This is the city where Billy Weaver travels for work.
Bath
This character travels to Transylvania and encounters Dracula
Jonathan Harker
This is the main character who enjoys walking at night.
Leonard Mead
This is the age when children must take the government test.
12 years old
What is the setting of the story?
A hospital
Billy chooses the boarding house because of this object in the window.
The Bed and Breakfast sign
Dracula fears and avoids this common religious object.
In this society, most people spend their time doing this.
Watching television
This is the name of the boy who takes the test.
Richard (Dickie) Jordan
This is how many times Janet Tyler has undergone surgery before the final reveal.
11 times
The landlady offers Billy this drink that tastes slightly bitter.
Tea
The “deathly, sickly odour of old earth” foreshadows this discovery.
Dracula lying in a coffin
Leonard is stopped by this unusual vehicle.
A robotic police car
The test is designed to measure this trait.
IQ
The twist reveals that Janet actually looks like this compared to others.
She is beautiful
These two previous guests are revealed to be preserved upstairs.
Christopher Mulholland and Gregory Temple
This simile describes how Dracula moves down the castle wall.
Like a lizard
Leonard is taken to this place at the end of the story.
The Psychiatric Center for Research on Regressive Tendencies
Dickie’s results are considered dangerous because of this.
His intelligence is too high
People who don’t conform are sent to this place.

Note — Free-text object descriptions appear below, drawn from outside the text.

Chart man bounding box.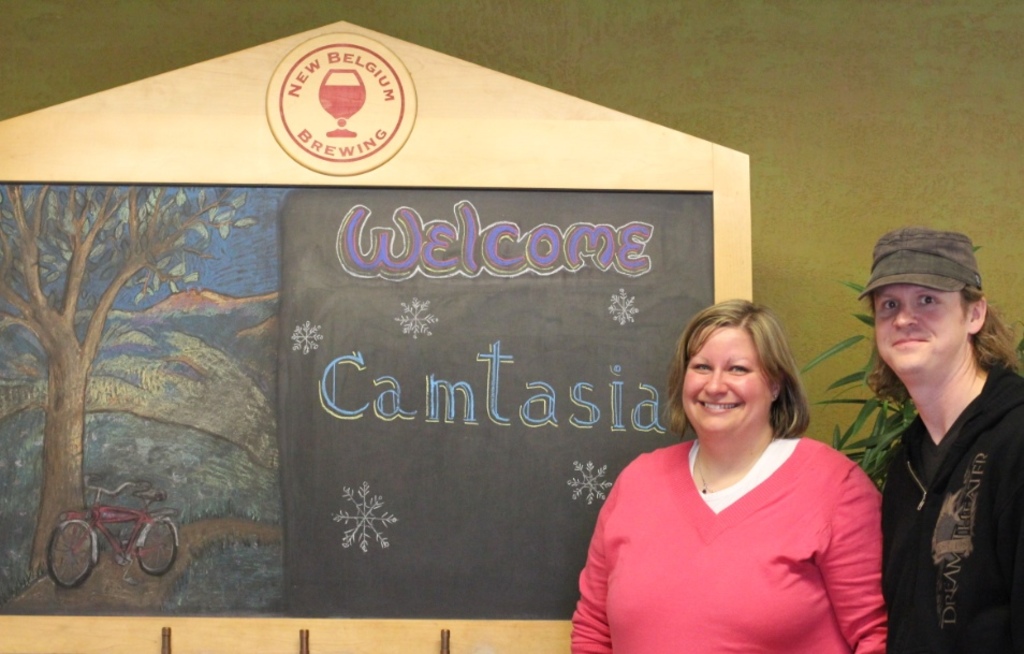
Charted: bbox=(836, 215, 1023, 650).
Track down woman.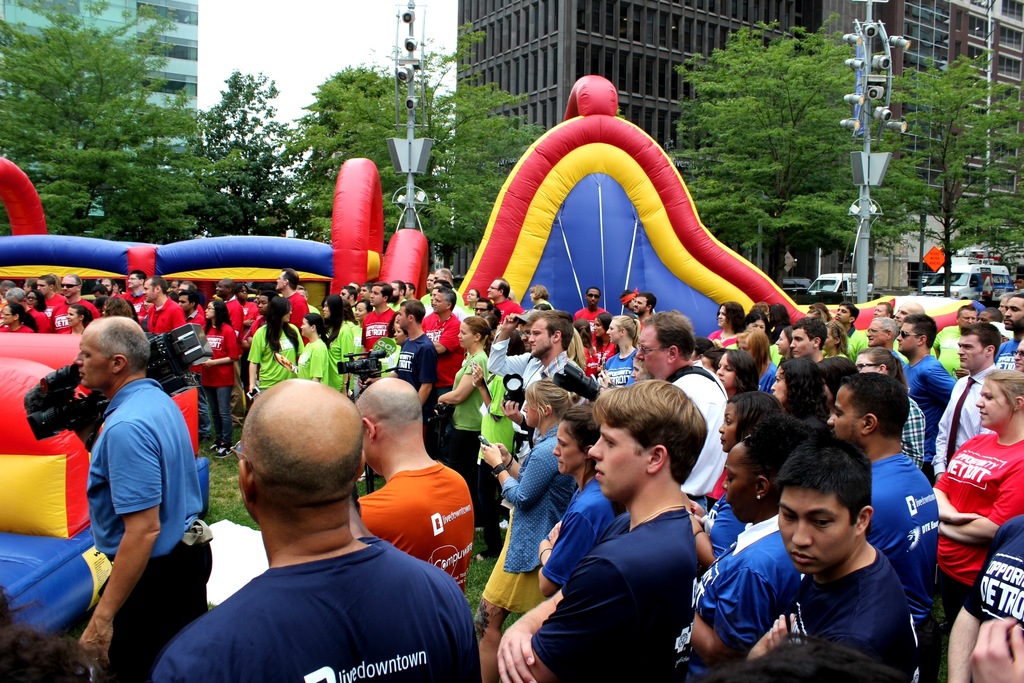
Tracked to [316, 291, 360, 396].
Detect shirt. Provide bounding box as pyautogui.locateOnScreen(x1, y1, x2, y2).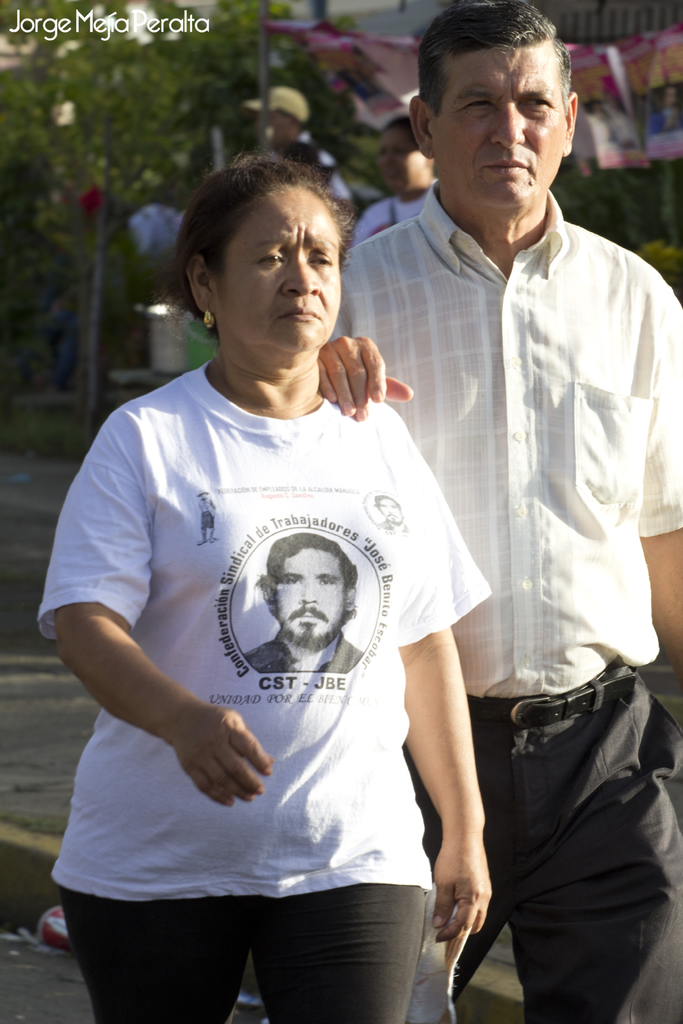
pyautogui.locateOnScreen(335, 174, 682, 703).
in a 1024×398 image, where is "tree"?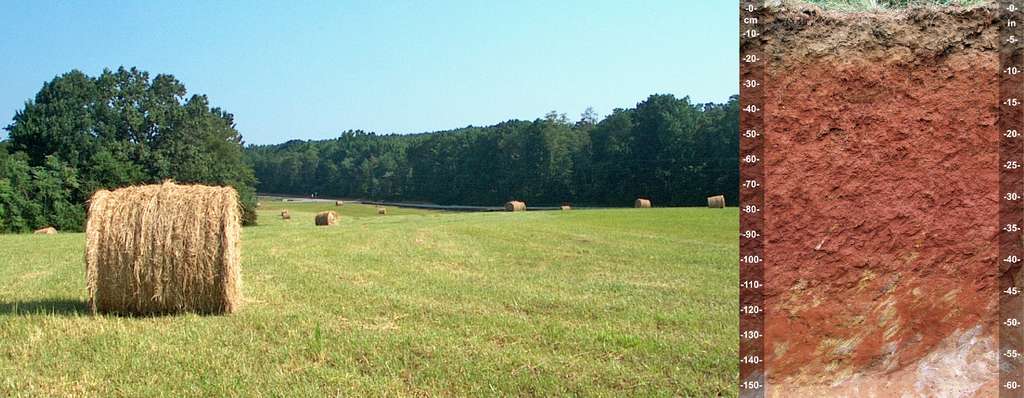
locate(27, 81, 256, 266).
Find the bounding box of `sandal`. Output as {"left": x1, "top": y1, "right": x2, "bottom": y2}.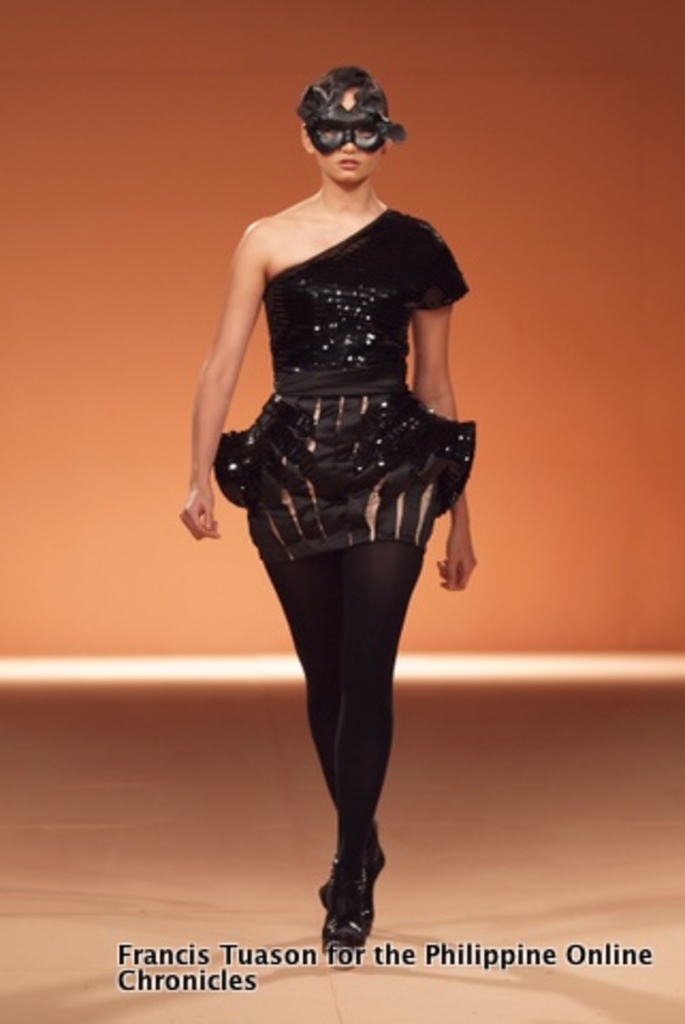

A colony (place for “different” people)
This literary device is used heavily when the reader knows more than Billy about the landlady.
Dramatic irony
This supernatural detail proves Dracula is not a normal human: he does not appear in this object.
A mirror
This story warns about the dangers of this societal issue.
The loss of individuality
The story’s twist reveals this theme about government control.
The danger of suppressing intelligence / authoritarian control
The episode explores this central theme about society.